Not everyone pays the most attention to AM radio. To some, talk is talk and fuzzy signals are exactly that. Still, it’d be odd if the same broadcast looped continuously for eight years without anyone noticing—but it’s not impossible.
As it turns out, that very scenario took place up until this week in Washington D.C. where an AM radio station had been broadcasting the same traffic report since 2013, and nobody seems to know why.
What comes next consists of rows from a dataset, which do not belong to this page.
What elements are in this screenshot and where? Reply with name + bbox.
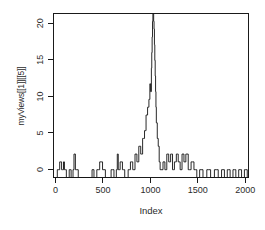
plot-canvas: 0 5 10 15 20 myViews[[1]][[5]] 0 500 100… [0,0,265,230]
figure-background [0,0,265,230]
y-tick-label-20: 20 [35,18,45,28]
x-tick-label-1500: 1500 [188,185,208,195]
x-tick-label-0: 0 [53,185,58,195]
x-tick-label-2000: 2000 [235,185,255,195]
y-axis-title: myViews[[1]][[5]] [16,67,26,126]
y-tick-label-15: 15 [35,55,45,65]
x-tick-label-1000: 1000 [140,185,160,195]
y-tick-label-10: 10 [35,91,45,101]
x-axis-title: Index [139,205,162,216]
y-tick-label-5: 5 [35,130,45,135]
y-tick-label-0: 0 [35,167,45,172]
x-tick-label-500: 500 [95,185,110,195]
r-plot-figure: 0 5 10 15 20 myViews[[1]][[5]] 0 500 100… [0,0,265,230]
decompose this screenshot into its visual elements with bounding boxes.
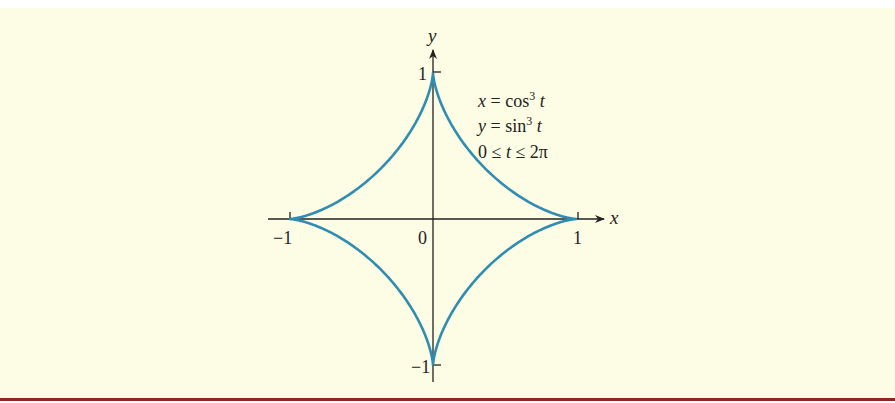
equation-block: x = cos3 t y = sin3 t 0 ≤ t ≤ 2π	[476, 89, 548, 162]
origin-label: 0	[418, 228, 427, 248]
y-tick-label-neg1: −1	[411, 357, 430, 377]
y-tick-label-1: 1	[418, 64, 427, 84]
x-axis-label: x	[609, 207, 619, 228]
svg-text:y = sin3 t: y = sin3 t	[476, 114, 543, 136]
astroid-plot: y x 1 −1 −1 1 0 x = cos3 t y = sin3 t 0 …	[0, 0, 895, 403]
x-tick-label-1: 1	[573, 228, 582, 248]
y-axis-label: y	[426, 25, 437, 46]
svg-text:x = cos3 t: x = cos3 t	[477, 89, 546, 111]
x-tick-label-neg1: −1	[273, 228, 292, 248]
svg-text:0 ≤ t ≤ 2π: 0 ≤ t ≤ 2π	[478, 142, 548, 162]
It was first pointed out on Twitter by Matt Blaze, security researcher and chair of computer science and law at Georgetown University. In certain parts of D.C., you could tune-in to 1650 kHz and be greeted by a looped recording. The message, which read off the call sign WQOQ613 and warned listeners to avoid the 14th Street bridges, had been repeating since at least Jan. 21, 2013—the day of former U.S. President Barack Obama’s second inauguration. But that was more than eight years ago. Why in the world would this message still be broadcasting? And why could it only be picked up in certain parts of the city?
To answer that question, I reached out to several individuals who work for the District of Columbia, including the technical contact registered with the FCC. Within an hour of sending off an email, my phone rang and Bill Curry, the chief of communications security at Homeland Security Emergency Management in Washington D.C., was on the other end.
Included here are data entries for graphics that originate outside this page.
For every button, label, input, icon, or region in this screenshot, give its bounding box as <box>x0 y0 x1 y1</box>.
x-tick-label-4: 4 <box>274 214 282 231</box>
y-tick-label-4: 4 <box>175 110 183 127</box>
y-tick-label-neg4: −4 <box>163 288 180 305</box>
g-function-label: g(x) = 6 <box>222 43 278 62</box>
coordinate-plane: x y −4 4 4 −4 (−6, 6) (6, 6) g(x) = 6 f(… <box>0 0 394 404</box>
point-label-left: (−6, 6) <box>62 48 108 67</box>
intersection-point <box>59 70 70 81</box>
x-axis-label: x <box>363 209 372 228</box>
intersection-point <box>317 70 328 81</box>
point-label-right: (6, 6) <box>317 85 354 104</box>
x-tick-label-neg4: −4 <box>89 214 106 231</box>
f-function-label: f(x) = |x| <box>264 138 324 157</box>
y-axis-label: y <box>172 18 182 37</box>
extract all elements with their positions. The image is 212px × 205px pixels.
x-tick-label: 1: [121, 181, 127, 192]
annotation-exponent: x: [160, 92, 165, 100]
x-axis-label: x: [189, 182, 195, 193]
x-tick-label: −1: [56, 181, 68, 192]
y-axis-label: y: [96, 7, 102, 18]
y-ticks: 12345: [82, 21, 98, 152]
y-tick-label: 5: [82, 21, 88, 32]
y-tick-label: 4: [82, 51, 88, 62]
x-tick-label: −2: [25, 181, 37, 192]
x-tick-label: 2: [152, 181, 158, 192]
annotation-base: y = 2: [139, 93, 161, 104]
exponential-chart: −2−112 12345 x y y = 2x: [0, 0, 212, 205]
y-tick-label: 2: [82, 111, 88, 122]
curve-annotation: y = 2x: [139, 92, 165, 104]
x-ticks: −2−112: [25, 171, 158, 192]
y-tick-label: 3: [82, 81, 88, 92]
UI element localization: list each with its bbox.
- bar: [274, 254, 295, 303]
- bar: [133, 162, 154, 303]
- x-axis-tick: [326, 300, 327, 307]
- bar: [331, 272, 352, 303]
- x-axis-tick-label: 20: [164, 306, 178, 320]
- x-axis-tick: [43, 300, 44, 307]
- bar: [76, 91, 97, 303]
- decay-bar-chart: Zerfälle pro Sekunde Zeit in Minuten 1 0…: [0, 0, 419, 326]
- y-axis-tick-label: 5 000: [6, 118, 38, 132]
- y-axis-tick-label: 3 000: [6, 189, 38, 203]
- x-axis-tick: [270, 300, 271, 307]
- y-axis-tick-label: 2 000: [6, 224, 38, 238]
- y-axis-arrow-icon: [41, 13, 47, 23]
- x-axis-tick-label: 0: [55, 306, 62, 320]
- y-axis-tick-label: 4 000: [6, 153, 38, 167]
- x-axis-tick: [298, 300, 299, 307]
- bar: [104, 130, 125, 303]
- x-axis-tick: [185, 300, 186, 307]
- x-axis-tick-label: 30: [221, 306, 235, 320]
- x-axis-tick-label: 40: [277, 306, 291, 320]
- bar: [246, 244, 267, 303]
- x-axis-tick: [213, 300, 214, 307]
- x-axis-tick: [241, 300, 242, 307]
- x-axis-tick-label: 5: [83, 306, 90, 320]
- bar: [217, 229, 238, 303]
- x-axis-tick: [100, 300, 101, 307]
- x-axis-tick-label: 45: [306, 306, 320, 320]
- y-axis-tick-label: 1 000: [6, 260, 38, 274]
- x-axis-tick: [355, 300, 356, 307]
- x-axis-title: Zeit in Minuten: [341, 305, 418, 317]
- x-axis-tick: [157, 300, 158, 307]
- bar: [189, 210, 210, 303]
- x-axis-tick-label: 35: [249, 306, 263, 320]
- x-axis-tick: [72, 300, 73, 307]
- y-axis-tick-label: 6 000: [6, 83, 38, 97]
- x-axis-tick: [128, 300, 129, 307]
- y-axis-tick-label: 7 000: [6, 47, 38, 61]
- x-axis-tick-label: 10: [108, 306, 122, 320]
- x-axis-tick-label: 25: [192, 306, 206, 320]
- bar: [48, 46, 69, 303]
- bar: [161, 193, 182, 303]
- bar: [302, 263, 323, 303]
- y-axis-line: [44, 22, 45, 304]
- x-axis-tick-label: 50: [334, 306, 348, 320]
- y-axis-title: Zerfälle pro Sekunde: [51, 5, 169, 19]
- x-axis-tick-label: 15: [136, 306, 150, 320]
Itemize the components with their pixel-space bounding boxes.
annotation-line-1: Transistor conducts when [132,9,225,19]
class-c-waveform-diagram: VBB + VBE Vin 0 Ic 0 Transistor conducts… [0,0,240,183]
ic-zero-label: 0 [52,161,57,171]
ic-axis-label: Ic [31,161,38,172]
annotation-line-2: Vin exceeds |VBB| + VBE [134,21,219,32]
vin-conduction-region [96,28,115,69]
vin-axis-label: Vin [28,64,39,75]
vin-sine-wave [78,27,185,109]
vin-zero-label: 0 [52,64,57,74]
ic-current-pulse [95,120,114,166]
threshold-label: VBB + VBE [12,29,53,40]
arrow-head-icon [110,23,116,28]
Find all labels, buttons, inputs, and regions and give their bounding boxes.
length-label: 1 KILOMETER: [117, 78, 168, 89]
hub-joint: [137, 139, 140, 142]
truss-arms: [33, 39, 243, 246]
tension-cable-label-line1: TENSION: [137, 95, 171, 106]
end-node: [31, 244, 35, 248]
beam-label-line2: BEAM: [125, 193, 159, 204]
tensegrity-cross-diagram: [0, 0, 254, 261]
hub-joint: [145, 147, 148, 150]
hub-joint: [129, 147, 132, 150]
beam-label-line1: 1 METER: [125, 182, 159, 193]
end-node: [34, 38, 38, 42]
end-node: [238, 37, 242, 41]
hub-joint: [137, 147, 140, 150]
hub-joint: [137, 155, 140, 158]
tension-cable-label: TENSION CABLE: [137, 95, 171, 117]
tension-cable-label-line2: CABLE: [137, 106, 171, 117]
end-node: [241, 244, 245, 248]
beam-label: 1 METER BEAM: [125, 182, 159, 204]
Bill was immediately interested in the rogue signal. He didn’t seem rushed or bothered by the fact that the message was being broadcasted, but was instead curious that it managed to stay alive for so long without anyone knowing that it existed or complaining that it was out of date. See, Bill has been a radio enthusiast his entire life, even building homemade Ham radios before he began working with RF professionally, so the thought that some unmanned station was looping a recorded message was…intriguing.
While on the phone, Bill’s brother flipped on his historic Zenith Trans-Oceanic radio and sure enough, the traffic report began to play. Couple his interest with the security and communications work he does with Fusion Centers and it was clear that he needed to know where the signal was being broadcast—if, for nothing else, to satisfy his curiosity.
After exchanging stories about adventures in our own siloed worlds of engineering, Bill had a theory that actually seemed quite plausible: someone just forgot to flip the off-switch. See, when it comes to radio communications in Washington D.C., many people live under the “if it isn’t broken, don’t fix it” philosophy—especially since erecting a new radio tower is an extremely complicated process within a certain radius of the nation’s capital.
According to Bill, the signal may have been originally transmitted on several temporary stations, all of which were thought to have been decommissioned some time ago. Some of these transmitters may have been affixed to telephone poles on the side of the highway, while others could’ve been stuffed into two-wheeled trailers to be towed wherever needed. The equipment in these trailers is often powered by solar panels so it can operate without an external power source. His bet was on the latter, that the case of the mystery radio signal may have just been sitting in a vacant parking lot getting power from the sun and transmitting the same traffic information day after day for eight years.
Because the location of the transmitter wasn’t documented, Bill needed to organize an effort to locate it. His team set off with a Radio Direction Finder (RDF), a device with a unidirectional antenna meant to help find the source of a radio signal, and began the hunt. And by the following afternoon, the signal finally stopped broadcasting across the D.C. airwaves.
It’s honestly kind of upsetting to know that it’s gone—a little less electricity in the air. Just as quickly as it was found, the mystery signal simply fizzled out. Someone at Bill’s directive must have found the transmitter and finally finished the job someone forgot to do eight years ago. We’d like to think of it as a service, considering the license expired later this year anyway (a decade after it was issued).
Unfortunately, while the signal may be no more, we still don’t know exactly where it was being transmitted from. Perhaps it was a trailer parked in a vacant lot, or maybe a station was stuffed inside of an old decommissioned building. The world may never know—but at least we won’t forget about the eight years of a phantom government traffic report riding the airwaves of Washington D.C.